You and your dear friend, Sue
And then your friend tells you that when you laid your phone on the bedside table while the neurosurgeon was talking to you at the hospital, your phone called her and she heard the entire conversation, and did you mean to do that? And no, you did not mean to do that because you are not that smart, but God is, and he clearly meant for her to hear it because now she is here to help you, and she knows everything you know.
Because you have been blessed.
You have been blessed.
You have been blessed.
And by the next morning, the doctors have all changed their minds.
To be continued . . .
All photos your own
Good Lord!!! (Meant both ways!)
I know, Robin! So grateful.
Thank you, Jesus, for everything and everyone in this post!
Blessings to you, dear Donna — so grateful!
Reading this out loud to Mark while driving home from Puyallup, having to stop numerous times because I am too choked up.
Praising God for His protection and His angels who encamped around you throughout this life changing experience.
Thank you, Robin — grateful for you and Mark and all your support, and for God’s divine protection!
Beautiful writing, Robin, that truly captures this Before and After event.
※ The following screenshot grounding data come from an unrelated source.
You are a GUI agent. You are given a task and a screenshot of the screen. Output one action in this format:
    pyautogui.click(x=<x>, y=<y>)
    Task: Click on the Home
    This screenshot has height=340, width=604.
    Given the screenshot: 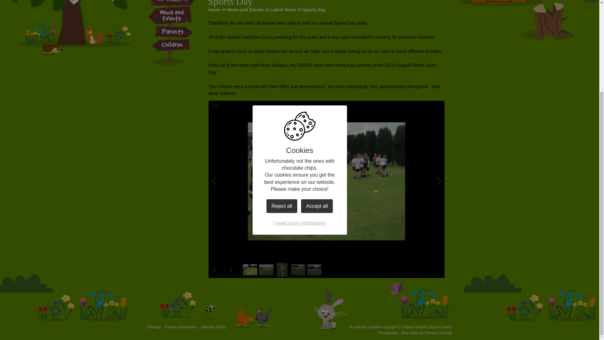 What is the action you would take?
    pyautogui.click(x=214, y=9)
    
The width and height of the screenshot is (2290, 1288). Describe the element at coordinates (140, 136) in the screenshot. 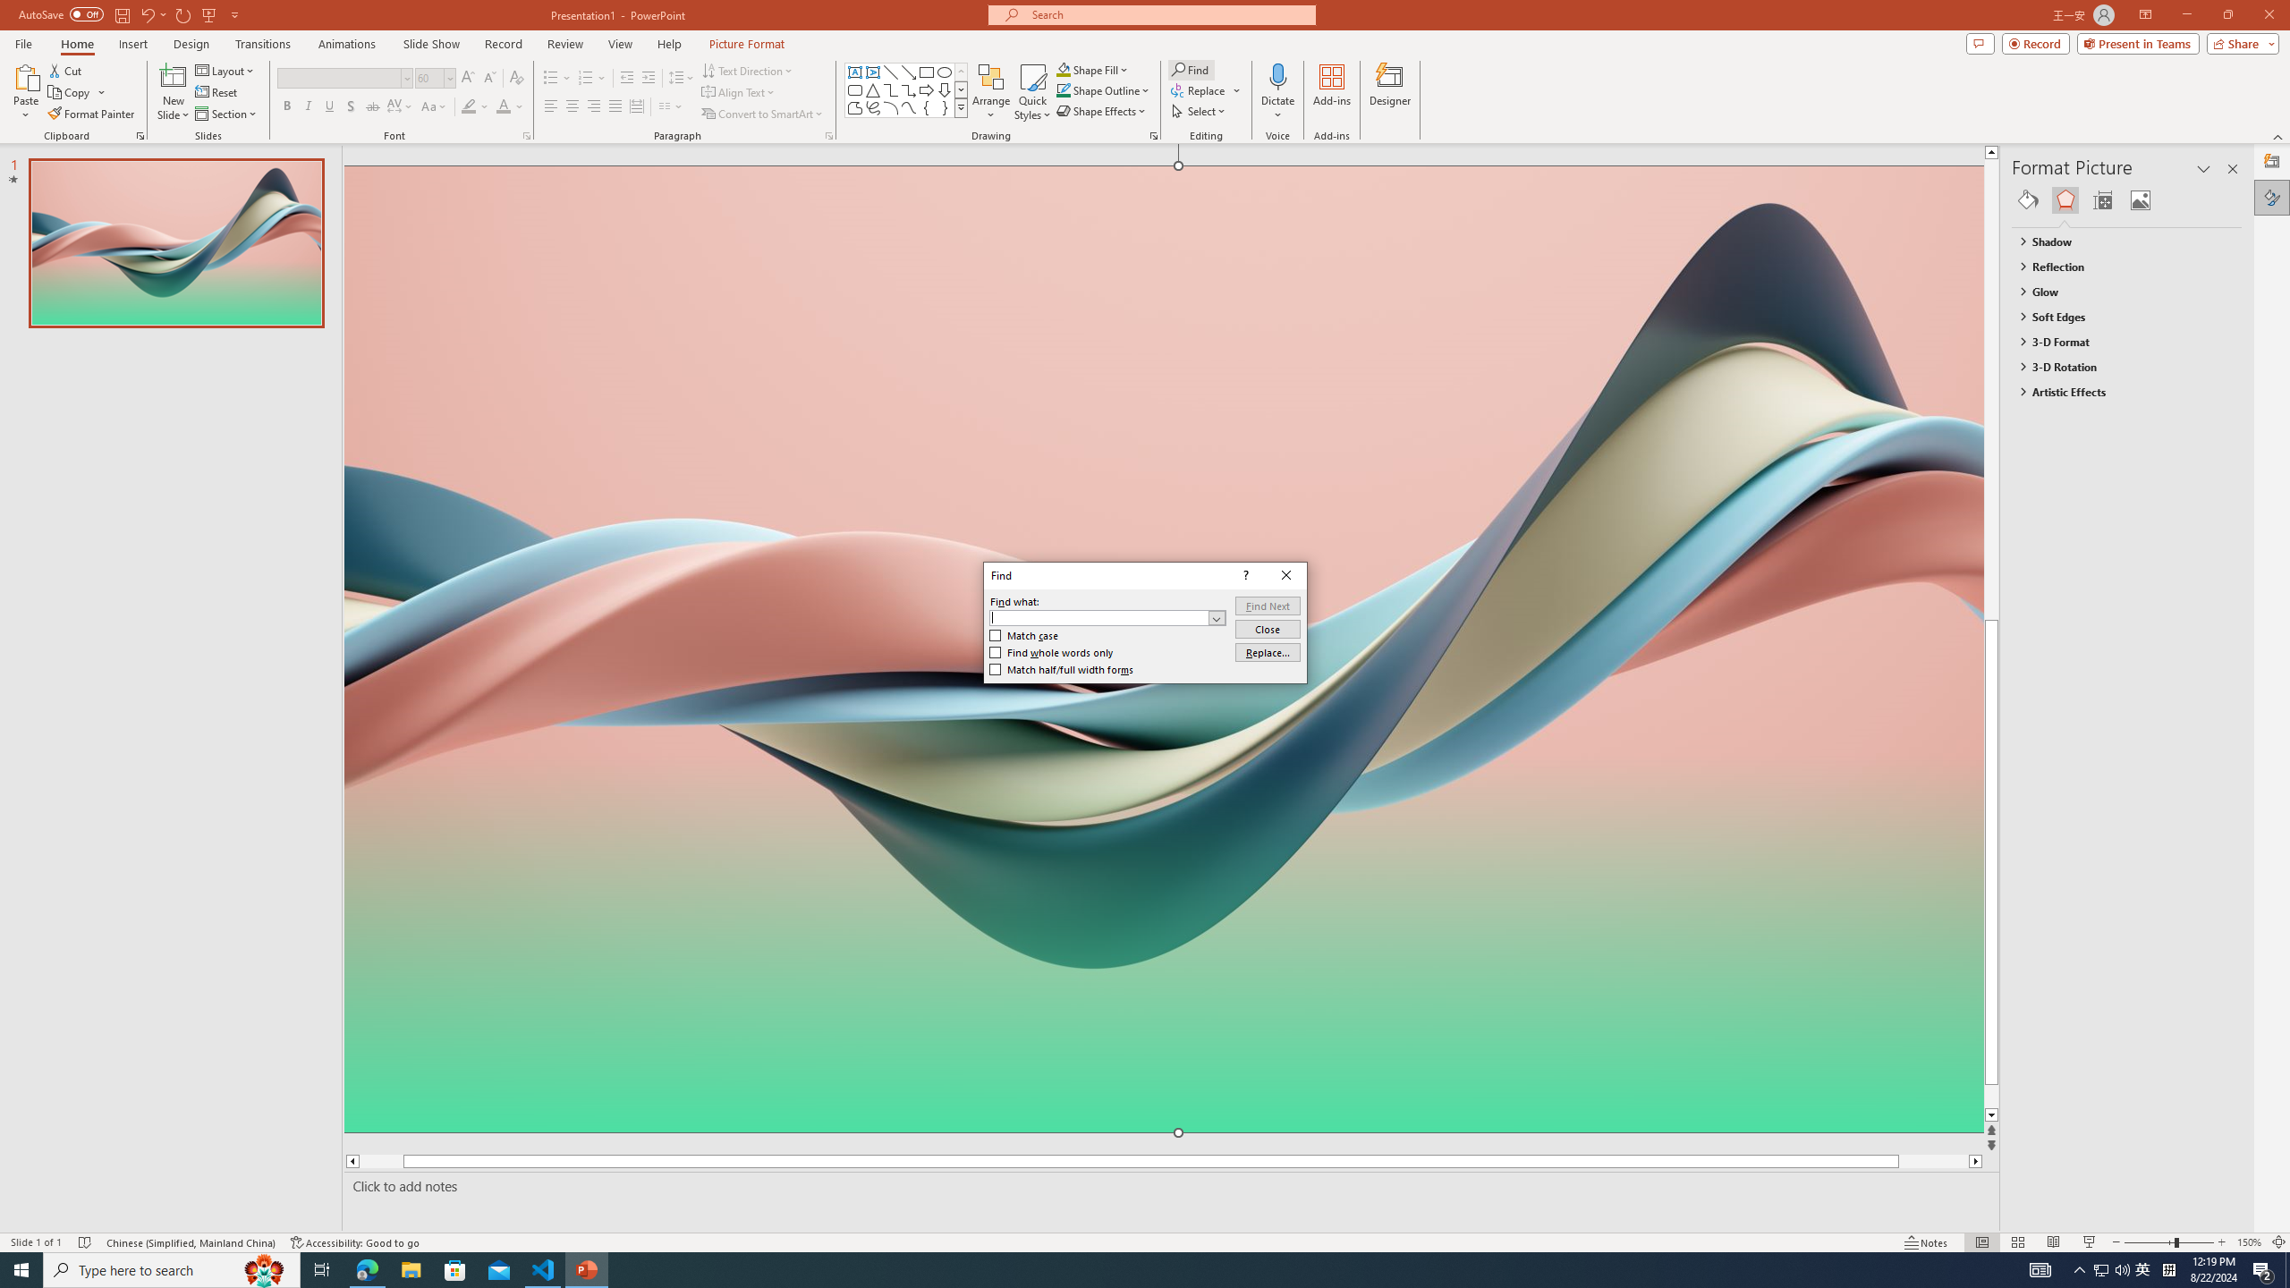

I see `Office Clipboard...` at that location.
I’m beyond grateful to know the story ends well.
Thanks, Melody — I’m so grateful for your support!
Wow. That had us in tears. And we are so glad that we know the happy ending of this amazing story. If only it were just a story….but you are both strong and resilient. Love you both.
Thanks Becky — so are we! I’ll probably never be a memoir writer — it’s too hard. Love you guys too.
I see God’s footprints all over this terrifying episode. You are surrounded by such masterful guidance and comfort.
Thankyou for spilling your heart, dear friend.
So grateful for your support, Susan — definitely an experience of God’s powerful grace!